My rating: 4 of 5 stars
Funny, subversive, the point in the universe where Emma Bovary and Jane Marple intersect.
I was worried, at first, the author Meehan knew a little bit too much about how I spent my 20s - overweight knitter with a penchant for op shops in a co-dependent, not particularly healthy relationship with a promiscuous, artistic best friend. Fortunately the similarities end there.
Everyone in this charming, engaging and darkly sly humourous novel is delusional, narcissistic, criminally manipulative, misogynistic, fraudulent or many of these in combination..
Odette, the beautiful free spirited potter who, "lurching unreflectingly from one style to the next, one man to the next, saw herself as living in wild freedom, just like any male artist" shares a house and a lover, Zac, with her friend Cicely. Odette and Cicely have been best friends since primary school. Their relationship is fractured by the manipulative, jealous and intellectually fraudulent Zac.
"Cicely has opinions, but she keeps them to herself". Cicely has published a mildly successful erotic novel and keeps herself in tea and wool by creating knitted pieces to sell in Miss Ball's Haberdashery. Cicely is overweight and suffers from hallucinations brought on by her failing vision and later by her dependence on pain medication. It is through her hallucinations that Miss Marple assists Cicely solve the mystery of Odette's disappearance.
All of the male characters are unpleasant, misogynistic manipulators; while the women are competitive and manipulative.
I worry that Odette is returned to Cicely and is "redeemed" through murder and childbirth to, presumably, be held captive in Odette's dream haberdashery. But perhaps that is the joke at the heart of the book.
While I enjoyed the novel (not least for the primary role of the fibre arts and the confirmation that crochet is evil, or at least created under hallucinogenics) I might have understood it better if I was more familiar with Flaubert's Madame Bovary. I suspect I shall read it before long, even if it is written by the antithesis of an Australian woman. I am better acquainted with Miss Marple and loved how Maurilia Meehan imagines her for Cicely.

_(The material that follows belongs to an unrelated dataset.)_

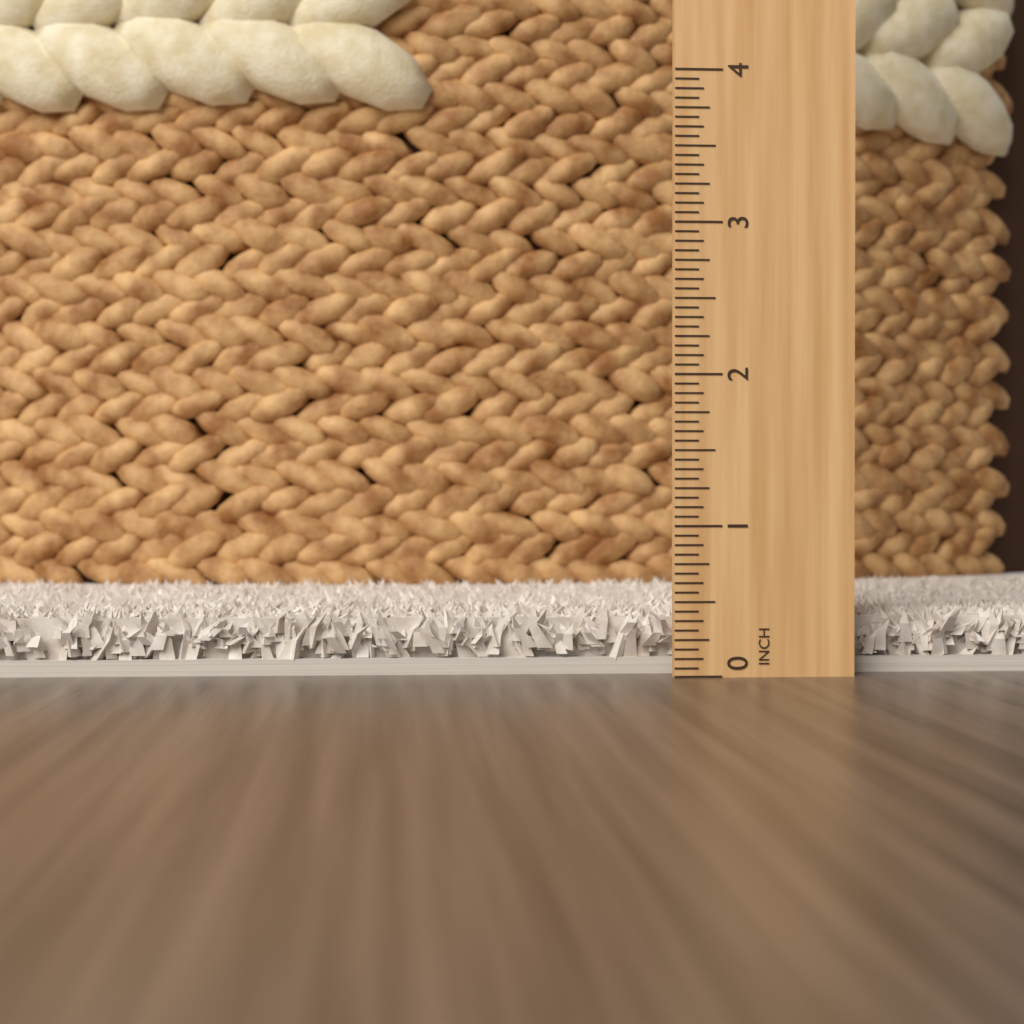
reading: 0.4375 in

I am also glad that Cicely achieves her dream of owning her own shop, the haberdashery of the title, and a room of her own. But are we all such manipulators and are all our dreams realised at the expense of others?
I was worried, at first, the author Meehan knew a little bit too much about how I spent my 20s - overweight knitter with a penchant for op shops in a co-dependent, not particularly healthy relationship with a promiscuous, artistic best friend. Fortunately the similarities end there.
Everyone in this charming, engaging and darkly sly humourous novel is delusional, narcissistic, criminally manipulative, misogynistic, fraudulent or many of these in combination..
Odette, the beautiful free spirited potter who, "lurching unreflectingly from one style to the next, one man to the next, saw herself as living in wild freedom, just like any male artist" shares a house and a lover, Zac, with her friend Cicely. Odette and Cicely have been best friends since primary school. Their relationship is fractured by the manipulative, jealous and intellectually fraudulent Zac.
"Cicely has opinions, but she keeps them to herself". Cicely has published a mildly successful erotic novel and keeps herself in tea and wool by creating knitted pieces to sell in Miss Ball's Haberdashery. Cicely is overweight and suffers from hallucinations brought on by her failing vision and later by her dependence on pain medication. It is through her hallucinations that Miss Marple assists Cicely solve the mystery of Odette's disappearance.
All of the male characters are unpleasant, misogynistic manipulators; while the women are competitive and manipulative.
I worry that Odette is returned to Cicely and is "redeemed" through murder and childbirth to, presumably, be held captive in Odette's dream haberdashery. But perhaps that is the joke at the heart of the book.
While I enjoyed the novel (not least for the primary role of the fibre arts and the confirmation that crochet is evil, or at least created under hallucinogenics) I might have understood it better if I was more familiar with Flaubert's Madame Bovary. I suspect I shall read it before long, even if it is written by the antithesis of an Australian woman. I am better acquainted with Miss Marple and loved how Maurilia Meehan imagines her for Cicely.
I am also glad that Cicely achieves her dream of owning her own shop, the haberdashery of the title, and a room of her own. But are we all such manipulators and are all our dreams realised at the expense of others?